Every time I take the train into London, I marvel at the numerous tower blocks which have sprung up between Reading and Paddington in recent years. They are solid cuboid points. Reaching upwards, in small clusters. Like the metallic fingers of some giant Transformer emerging from beneath the ground. Aren’t they eyesores? Not at all. In my humble opinion, these mundane artefacts are testaments to human collective ability.
Construction times
The train journey also passes by large areas of building sites. I compare the tall gleaming glass boxes with the absolute mess of those construction sites in their initial stages. That first phase, when all the materials are scattered about. The raw earth is churned up and pipes lie scattered. Construction vehicles and moveable porter cabins surround the rubble, and the occasional crane lingers over the mess. An indication of the direction the building work will take. Upwards.
It seems to me a marvel how we get from that field of building debris to the 40 story square block structures in a space of months. Like, how is it being done? I ponder it some more. The reality is that it is being accomplished by a process of atomisation of the whole task of building structures. The large scale is broken down into tiny little details which humans are capable of doing.
Every truckload of material delivered. Every girder laid, and every bolt rivetted as the structure grows. It is all accomplished by human beings working with machinery along prescribed routes, doing things (usually, hopefully) within their skillset. Each acting to a plan laid out by a greater vision, which provides guidance. In this case, it is the architect’s designs and project manager’s schedules.
Building people
I want to compare the building of a structure to the rising up of a person. Not talking about raising children here, although that’s obviously a key part of what makes a person who they are. I mean that each person starts as a mess. Physically, and figuratively. We all come into this world as goo-covered crying bundles of limbs, unable to support the weight of our own heads.
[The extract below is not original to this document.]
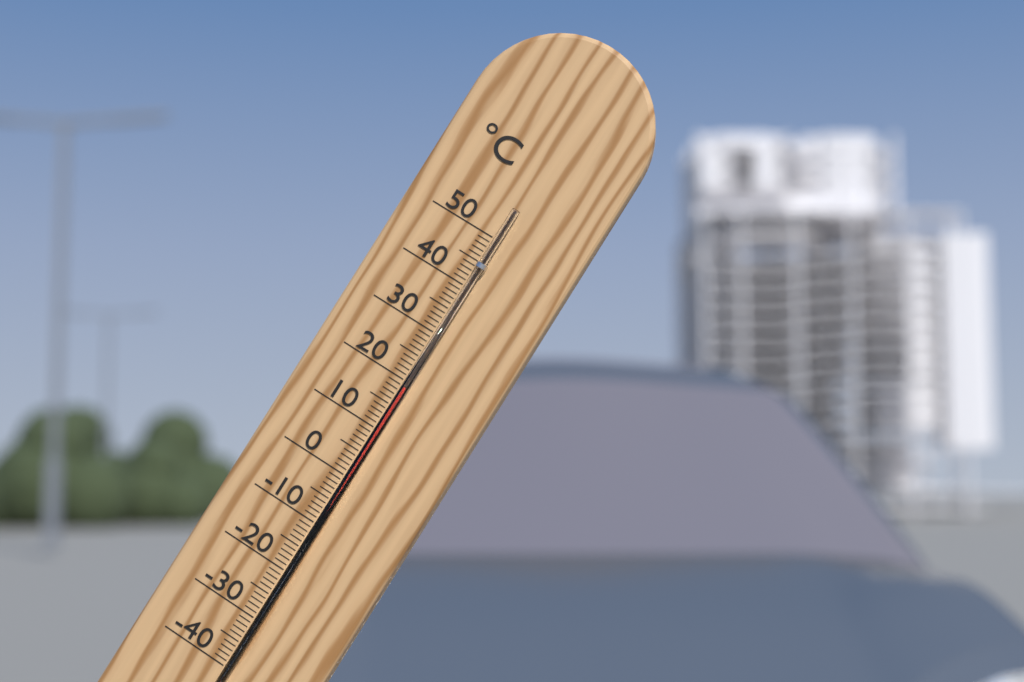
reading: 19 °C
Twenty years later the baby is a full-grown person. A change agent. Capable of making ripples in the fate of other’s lives. A further ten or twenty years and that same human can impact the livelihoods (for better or worse) of millions. Over the course of an entire life each person can have a phenomenal effect on the world around them. Clearly not everyone leads a highly influential life. Yet I want to focus on the potential every person has.
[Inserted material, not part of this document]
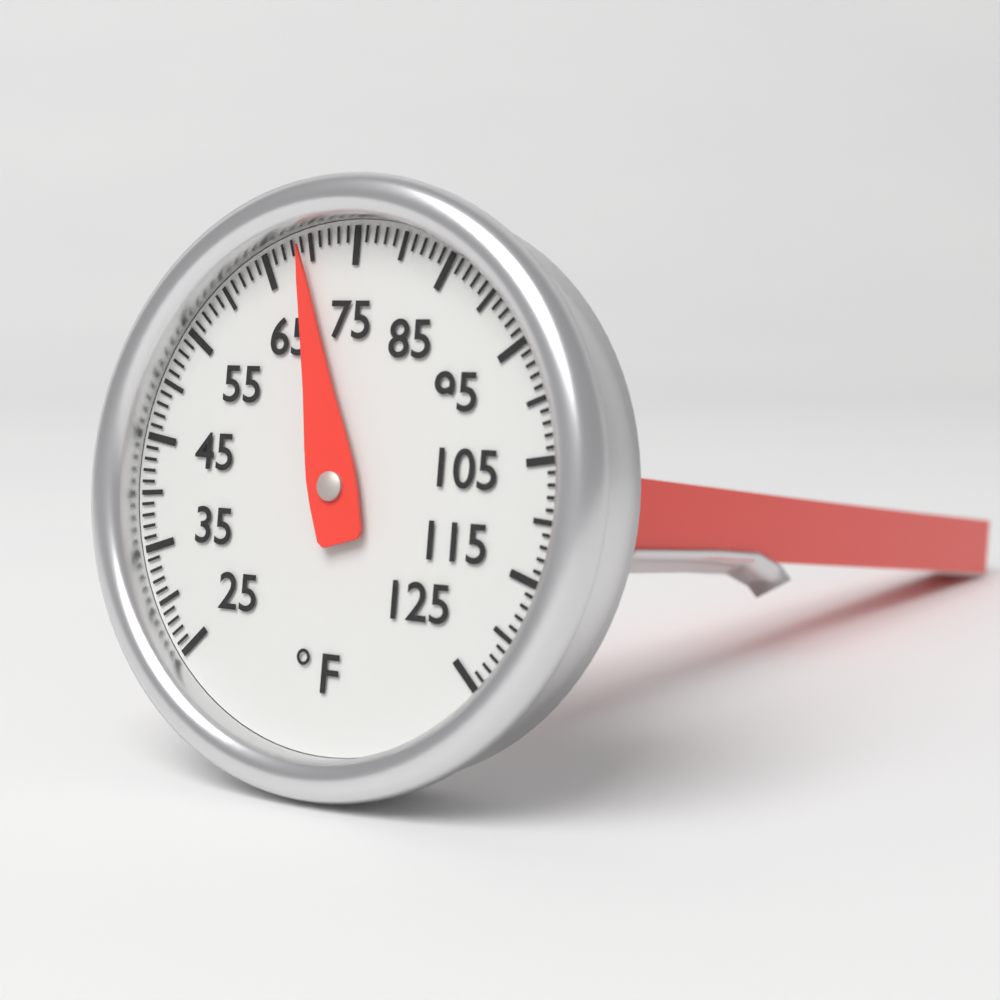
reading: 69 °F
Just like those towering monuments to human collective ability, human beings are the product of the atomisation of inputs. We are built up over years, following our genetic path and the social guidance from our own life world. Think of our parents as the project planners and our genes as the architects.
The profound thing is the potential for change. As soon as you are aware, on whatever level, of your own agency, you can act on it. We are like self-designing tower blocks. Each aiding in our own maintenance and repair, building up new parts of our personas when we choose to.
Where am I going with this?
Everything begins in a mess. But it’s less that things are a mess and more that they are in transition. The building site was once something else. Each newborn comes from the actions of previous humans. Take a step backwards, and maybe everything looks like a mess because we are at the initial stages of some gargantuan project.
I dabble in the world of Bitcoin, and the people who are involved with the field love saying, “we’re so early”. They are referring to widespread societal take up of Bitcoin which may or may not happen. However, I like this, as it’s so optimistic. If you’re an early adopter, you’ve got an advantage. If you’re early with a project, you’ve got time. If you’re early in life, you’ve got years ahead of you.
I’m not religious but I think the concept of faith is important. I think we need to have faith in our own abilities, and faith that the larger populace is building towards a better future. I don’t believe for one minute that we are simply brains in skull-vats attached to meat-bags of bodies that must constantly consume food and respire.
My guess is we are part of a pattern. Perhaps a spiritual pattern somehow. Who knows? I like to think we could all be a part of an existence that is endlessly evolving towards a higher plane.
The main point
I challenge you to look upon a bad day and find some good in it. Look at how you are building yourself or other people are building you up. Keep things in perspective and remember, we can all build, we can all change. And most importantly, if you find yourself in a mess, consider it a transition. Have faith in a new beginning.